Reeve's Super Struggle
The movies' Man of Steel fights for the day he can walk again.
This story appears in the May 11, 1998 print edition of U.S. News & World Report.
At first he still looks like Superman. The shoulders are broad, the eyes bright blue, the hair grayer now but still thick. But a plastic ventilator tube rubber-banded to a bandage on his throat keeps Christopher Reeve breathing. His hands and feet are strapped down so he doesn't injure himself when he thrashes involuntarily. A "sip and puff" tube in front of his lips lets him move the wheelchair that holds his 6-4 frame. In his new book, Still Me (Random House, $25), Reeve explains how his life has changed since a May 1995 riding accident left him a ventilator-dependent quadriplegic. U.S. News Senior Writer Nancy Shute spoke with the 45-year-old actor and director in his home in Bedford, N.Y., where he lives with his wife, Dana Morosini, and their 5-year-old son, Will.
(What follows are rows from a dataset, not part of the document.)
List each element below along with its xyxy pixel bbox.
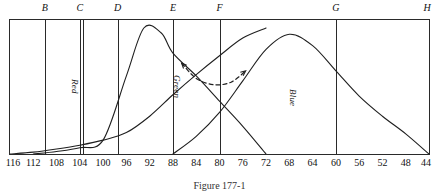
curve-red bbox=[10, 28, 266, 154]
x-tick-108: 108 bbox=[49, 157, 64, 169]
x-tick-92: 92 bbox=[145, 157, 155, 169]
top-marker-f: F bbox=[216, 3, 222, 13]
figure-177-1: BCDEFGH RedGreenBlue 1161121081041009692… bbox=[0, 0, 439, 191]
curve-green bbox=[33, 25, 266, 154]
x-tick-72: 72 bbox=[261, 157, 271, 169]
x-tick-56: 56 bbox=[354, 157, 364, 169]
plot-frame: RedGreenBlue bbox=[9, 19, 430, 155]
x-tick-88: 88 bbox=[168, 157, 178, 169]
curve-label-blue: Blue bbox=[288, 89, 297, 106]
x-tick-44: 44 bbox=[421, 157, 431, 169]
divider-lines bbox=[46, 20, 337, 154]
x-tick-48: 48 bbox=[401, 157, 411, 169]
x-tick-100: 100 bbox=[96, 157, 111, 169]
x-tick-68: 68 bbox=[284, 157, 294, 169]
x-tick-104: 104 bbox=[72, 157, 87, 169]
top-marker-b: B bbox=[42, 3, 48, 13]
curve-transition-arrow bbox=[182, 63, 246, 85]
x-tick-112: 112 bbox=[26, 157, 41, 169]
top-marker-d: D bbox=[114, 3, 121, 13]
curve-label-red: Red bbox=[70, 79, 79, 94]
curve-label-green: Green bbox=[172, 75, 181, 98]
x-tick-76: 76 bbox=[238, 157, 248, 169]
x-tick-80: 80 bbox=[215, 157, 225, 169]
x-tick-52: 52 bbox=[377, 157, 387, 169]
top-marker-c: C bbox=[76, 3, 83, 13]
x-axis-tick-labels: 1161121081041009692888480767268646056524… bbox=[0, 157, 439, 171]
top-marker-e: E bbox=[170, 3, 176, 13]
x-tick-60: 60 bbox=[331, 157, 341, 169]
figure-caption: Figure 177-1 bbox=[0, 180, 439, 191]
top-marker-g: G bbox=[332, 3, 339, 13]
x-tick-64: 64 bbox=[308, 157, 318, 169]
curve-blue bbox=[173, 34, 429, 154]
x-tick-96: 96 bbox=[121, 157, 131, 169]
x-tick-116: 116 bbox=[6, 157, 21, 169]
x-tick-84: 84 bbox=[191, 157, 201, 169]
top-marker-h: H bbox=[423, 3, 430, 13]
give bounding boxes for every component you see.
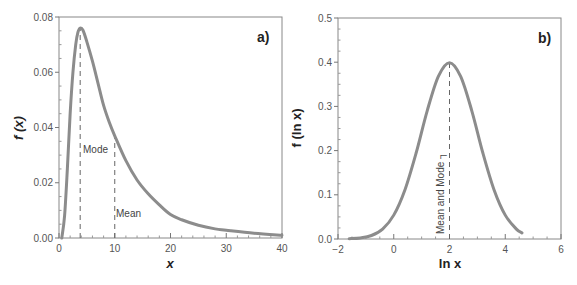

You've got all kinds of medical equipment and home health aides, and you've remodeled the house to be wheelchair accessible. So it takes a big effort to be immobilized? Yes. What people don't realize is that when you have a spinal-cord injury, you're not just sitting in a wheelchair. Your body is deteriorating all the time. And if you let it, you'll end up in big trouble. Since I came home, in 1996, I have been hospitalized 11 times for everything from a collapsed lung to a broken arm. I was dropped by one of my aides who was transferring me to the chair, and I went straight down on my arm.
One of the most serious things that can happen is skin breakdown. See, the average person constantly shifts his weight a little so no area of the skin gets undue pressure on it. And we're not able to do that. Right now I have a wound on the outside of my left ankle that is just closing, and I've been working on that since last Memorial Day. It was down to the bone, and I was just a hairsbreadth away from having to have my leg amputated because it became infected.
Now, to direct a movie or act in a movie or go around the country making speeches, that's the excitement and the challenge in my life. But at any moment I may have to cancel a speech because suddenly I've got a lung infection. So people should realize that a spinal-cord-injured person is fighting a tremendous battle all the time to keep the body from further breakdown.
You spend a lot of time trying to stay in shape for the day when there's a cure. I do some breathing practice every day. Since last summer I have been able to voluntarily expand my rib cage and take in a breath. I also do some exercise that keeps the muscles and bones in shape. I have special pants that have electrodes in them that are placed on my calves; they're on my quads, they're on all the major muscle groups in the legs. And I do an hour with them in bed in the morning, turning the voltage up as the muscles get stronger.
So you're still seeing progress? When I was first injured, I was not able to feel the bottom of my spine. About a year later, I developed sensation all the way down, and now, when someone touches it, it's painful. And that's a good kind of pain, believe me. Then there are the spasms. I could drive this wheelchair too quickly over a bump, and my legs and arms would flail, because the brain is not able to tell the body it's not a crisis, it's just a bump. The point is that having spasms is actually a good thing, because it means the nerves are still alive and making the body move.
How much function will you get back? Eventually, the whole thing. I think I won't be able to run around and play tennis. But I do think that I will walk, and walk fairly normally. I believe that human trials in spine regeneration are not far off.
When, do you think? Possibly by the end of this year or early in '99, and that's because the gap where the injury was is so small, the regenerating nerves will not have a difficult task of making connections on the other side.
You're ready to be a laboratory rat. Yes. There are certain scientists whom I trust implicitly. And if they were to say, "We're ready for you," I would drop everything and participate in the trials.
You're rich, you're famous, you played Superman. I was amazed to read that you've had to fight health insurance companies. At first, insurance was going to pay for only 45 days of nursing coverage, and I need a nurse around the clock because of the very real possibility that the ventilator, which pumps air into my lungs, will fail. The insurance company never would pay for a backup vent. So I went out and bought one. We finally got the insurers to pay for the nursing care, which comes out to about $350,000 a year. Between the insurance and what I pay out, running my life costs about $550,000 a year.
I'm thinking of all the people who don't have a spare $550,000 around. Yes, they run out of insurance within a couple of years because the ceiling is about $1 million, although I'm working on legislation to increase that to $10 million. Then the family has to sell its home, and then that money runs out, and the injured person ends up on Medicaid or Medicare in a nursing home. And a nursing home is nothing more than a human parking garage. If you were to give people the equipment they need—exercise equipment that would keep a quadriplegic's body from deteriorating, or even therapies where you could get the use of an arm and be able to drive a car—people would improve and insurance companies would pay far less.